When i started flying in 1990 at the age of 15, I commonly pored over the pages of American Kite Magazine and Stunt Kite Quarterly following the exploits of my favorites pilots of the era such as Scott Aughenbaugh, Lee Sedgwick, Ron Reich and Miguel Rodriguez, all the while daydreaming about following in their footsteps at the championships I myself hoped to see in the ensuing years… Kiting has been my #1 pastime since then, a place where I’ve found endless enjoyment both from the community at large and from flying itself.

I do love it, and it really does feel most times like I’m soaring to different places through the keyboard with various projects I’m perpetually involved in… While I’ve never begrudged the “office” tasks, it has been a bit lonely pecking away alone here in the Kitelife offices for the past couple of years… I do however much prefer having someone in-house to provide another viewpoint, with whom I can toss around ideas, and generally team up on certain jobs.

Fast forward, what the hell… Y’all have heard the in-between before, so I’ll just just include a link to a discussion topic on the Rev forum which fairly well outlines our engagement, complete with an assortment of related photos.

http://www.revkites.com/forum/index.php?showtopic=1841

It would have been around April of last year that Takako (TK) and I started in on the countless forms and small steps involved in getting a K-1 (fiance) visa these days… It wasn’t too bad all in all, as we’d made the wise decision to enlist the assistance of a legal office which specializes in lining up the correct/current forms one by one, also ensuring that we filled them all out corrrectly and sent fees to the right places… We’d heard horror stories galore, many of which could be traced back to missed information or the simple difference between leaving a field blank and entering “N/A” or “None” instead.

The visa was approved on September 14th of this year and just one month later on October 13th, we were reunited permanently, no more especially painful goodbyes at the airport and months of Skype calls… Even now, it’s still a little surreal, but oh, so nice.

With the bare minimum of planning, we exchanged vows on November 14th in beautiful Yachats (OR), an intimate ceremony attended by our iQuad teammates and ministered by my good friend of many years, Gayle Woodul… Four days at a truly beautiful hous on incredible coastline, a miraculous day of sunshine on wedding day, lots of fresh seafood, a solid afternoon of team flying and some of the best company newlyweds could ask for, our deepest thanks to Steve, JD, Bazzer, Monkey and Gayle for helping to make it such a special occasion for us.

Some wedding pics:

We just attended the Cape Fear Kite Festival beginning of November, we’ve got an iQuad training weekend at an undisclosed location in December and we’re anxiously gearing up for the 2010 season beginning with the Windless Festival (Long Beach WA) and SPI Kite Festival (South Padre Island TX)… I know we’re both looking forward to meeting so many of you fine folks as a married couple, and to bringing some six-person iQuad action back onto the scene with a brand new routine.

There’s a great deal to be done over the coming year, lots of opportunities to promote kiting and help breathe additional life and excitement into the community… All accomplished with positive thought, good tact and the bravery to view kiting in it’s full light as it relates to the era in which we now find ourselves as well as the generation(s) who are just now coming into maturity with a vastly different field of interests and perspectives behind them.

We’ve got a number of significant projects on our to do list, starting with bringing our old issues back online one by one… As some of you may recall, much of Kitelife.com was infected by a virus back in April of 2007, forcing me to finish and implement a new, more secure site format (which you see now) which also required me to go through and clean/convert our past issues before adding them to the new archives.

On the up side, the whole site (new format) is far more efficient from an administration standpoint and we did some work to make navigation a bit more fluid and less “all over the place” – on the down side, it meant that there were sixty past issues in need to cleaning and conversion before they could go online… All of this, while I was still in Japan on iQuad’s 2008 tour there, so much of the rebuilding was done on my laptop from Takako’s studio in Tokyo.

This marks the 9th new issue (61-69) since we overhauled the site, plus issues 1-3 and 27-59 have been restored to the archives as well, all amidst two very busy traveling years which saw me out of the office more than I was in it.

Now, even as I’m writing this article, TK is learning the ropes of web design as she works backward through the archives and converting the last issues for restoration one by one… It proves to be more and more difficult, as issues 1-27 were produced by Kitelife’s founder Mike Gillard (bless his heart) using an archaic program called Frontpage that relied on far too many extra files and annoying, tediously hard to eliminate bits of code interspersed through everything.

That being said, it’s still a work of passion and on the to do list over the coming months – along with this, I’d very much like to enhance the web site with a public archive of videos for general consumption, more videos in the subscribers section and a series of video tutorials for Revolution flying… Basically, revamping our efforts to produce an ever growing variety of online media for kitefliers all over the world, and to further promote modern kiting to a new audience in new ways.

As always, I’m grateful to our advertisers for their support and especially to those of you are official Kitelife Subscribers, taking an active role in helping us continue our work… Truly, none of this would be possible without you.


--- Your task ---
Please repeat the whole listing exactly, but leave the pictures out.
════
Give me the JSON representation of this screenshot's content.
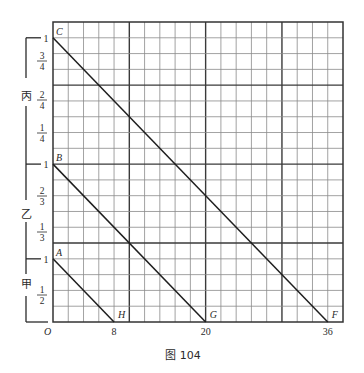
{
  "figure": {
    "caption": "图 104",
    "grid": {
      "x_left": 53,
      "x_right": 343,
      "y_top": 22,
      "y_bottom": 322,
      "cols": 19,
      "rows": 19,
      "thick_cols": [
        5,
        10,
        15
      ],
      "thick_rows_from_bottom": [
        5,
        10,
        15
      ]
    },
    "x_axis": {
      "origin_label": "O",
      "ticks": [
        {
          "label": "8",
          "col": 4
        },
        {
          "label": "20",
          "col": 10
        },
        {
          "label": "36",
          "col": 18
        }
      ]
    },
    "sections": [
      {
        "name": "丙",
        "unit_label": "1",
        "fractions": [
          {
            "num": "3",
            "den": "4",
            "y": 61
          },
          {
            "num": "2",
            "den": "4",
            "y": 100
          },
          {
            "num": "1",
            "den": "4",
            "y": 133
          }
        ],
        "label_y": 96
      },
      {
        "name": "乙",
        "unit_label": "1",
        "fractions": [
          {
            "num": "2",
            "den": "3",
            "y": 196
          },
          {
            "num": "1",
            "den": "3",
            "y": 232
          }
        ],
        "label_y": 214
      },
      {
        "name": "甲",
        "unit_label": "1",
        "fractions": [
          {
            "num": "1",
            "den": "2",
            "y": 295
          }
        ],
        "label_y": 284
      }
    ],
    "lines": [
      {
        "start": "C",
        "end": "F",
        "start_row": 18,
        "end_col": 18
      },
      {
        "start": "B",
        "end": "G",
        "start_row": 10,
        "end_col": 10
      },
      {
        "start": "A",
        "end": "H",
        "start_row": 4,
        "end_col": 4
      }
    ],
    "point_labels": {
      "A": "A",
      "B": "B",
      "C": "C",
      "F": "F",
      "G": "G",
      "H": "H"
    },
    "colors": {
      "grid_thin": "#8a8a8a",
      "grid_thick": "#3a3a3a",
      "line": "#1e1e1e",
      "background": "#ffffff"
    }
  }
}
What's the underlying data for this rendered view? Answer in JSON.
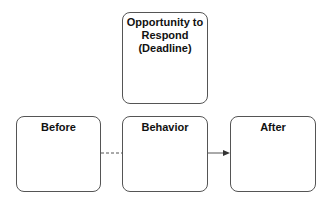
{
  "diagram": {
    "nodes": [
      {
        "id": "opportunity",
        "label": "Opportunity to\nRespond\n(Deadline)"
      },
      {
        "id": "before",
        "label": "Before"
      },
      {
        "id": "behavior",
        "label": "Behavior"
      },
      {
        "id": "after",
        "label": "After"
      }
    ],
    "edges": [
      {
        "from": "before",
        "to": "behavior",
        "style": "dashed",
        "arrow": false
      },
      {
        "from": "behavior",
        "to": "after",
        "style": "solid",
        "arrow": true
      }
    ],
    "colors": {
      "stroke": "#555555",
      "text": "#111111",
      "background": "#ffffff"
    }
  }
}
════
--- Solution for this task ---
Give me the JSON representation of this screenshot's content.
{
  "figure": {
    "caption": "图 104",
    "grid": {
      "x_left": 53,
      "x_right": 343,
      "y_top": 22,
      "y_bottom": 322,
      "cols": 19,
      "rows": 19,
      "thick_cols": [
        5,
        10,
        15
      ],
      "thick_rows_from_bottom": [
        5,
        10,
        15
      ]
    },
    "x_axis": {
      "origin_label": "O",
      "ticks": [
        {
          "label": "8",
          "col": 4
        },
        {
          "label": "20",
          "col": 10
        },
        {
          "label": "36",
          "col": 18
        }
      ]
    },
    "sections": [
      {
        "name": "丙",
        "unit_label": "1",
        "fractions": [
          {
            "num": "3",
            "den": "4",
            "y": 61
          },
          {
            "num": "2",
            "den": "4",
            "y": 100
          },
          {
            "num": "1",
            "den": "4",
            "y": 133
          }
        ],
        "label_y": 96
      },
      {
        "name": "乙",
        "unit_label": "1",
        "fractions": [
          {
            "num": "2",
            "den": "3",
            "y": 196
          },
          {
            "num": "1",
            "den": "3",
            "y": 232
          }
        ],
        "label_y": 214
      },
      {
        "name": "甲",
        "unit_label": "1",
        "fractions": [
          {
            "num": "1",
            "den": "2",
            "y": 295
          }
        ],
        "label_y": 284
      }
    ],
    "lines": [
      {
        "start": "C",
        "end": "F",
        "start_row": 18,
        "end_col": 18
      },
      {
        "start": "B",
        "end": "G",
        "start_row": 10,
        "end_col": 10
      },
      {
        "start": "A",
        "end": "H",
        "start_row": 4,
        "end_col": 4
      }
    ],
    "point_labels": {
      "A": "A",
      "B": "B",
      "C": "C",
      "F": "F",
      "G": "G",
      "H": "H"
    },
    "colors": {
      "grid_thin": "#8a8a8a",
      "grid_thick": "#3a3a3a",
      "line": "#1e1e1e",
      "background": "#ffffff"
    }
  }
}
What's the underlying data for this rendered view? Answer in JSON.
{
  "diagram": {
    "nodes": [
      {
        "id": "opportunity",
        "label": "Opportunity to\nRespond\n(Deadline)"
      },
      {
        "id": "before",
        "label": "Before"
      },
      {
        "id": "behavior",
        "label": "Behavior"
      },
      {
        "id": "after",
        "label": "After"
      }
    ],
    "edges": [
      {
        "from": "before",
        "to": "behavior",
        "style": "dashed",
        "arrow": false
      },
      {
        "from": "behavior",
        "to": "after",
        "style": "solid",
        "arrow": true
      }
    ],
    "colors": {
      "stroke": "#555555",
      "text": "#111111",
      "background": "#ffffff"
    }
  }
}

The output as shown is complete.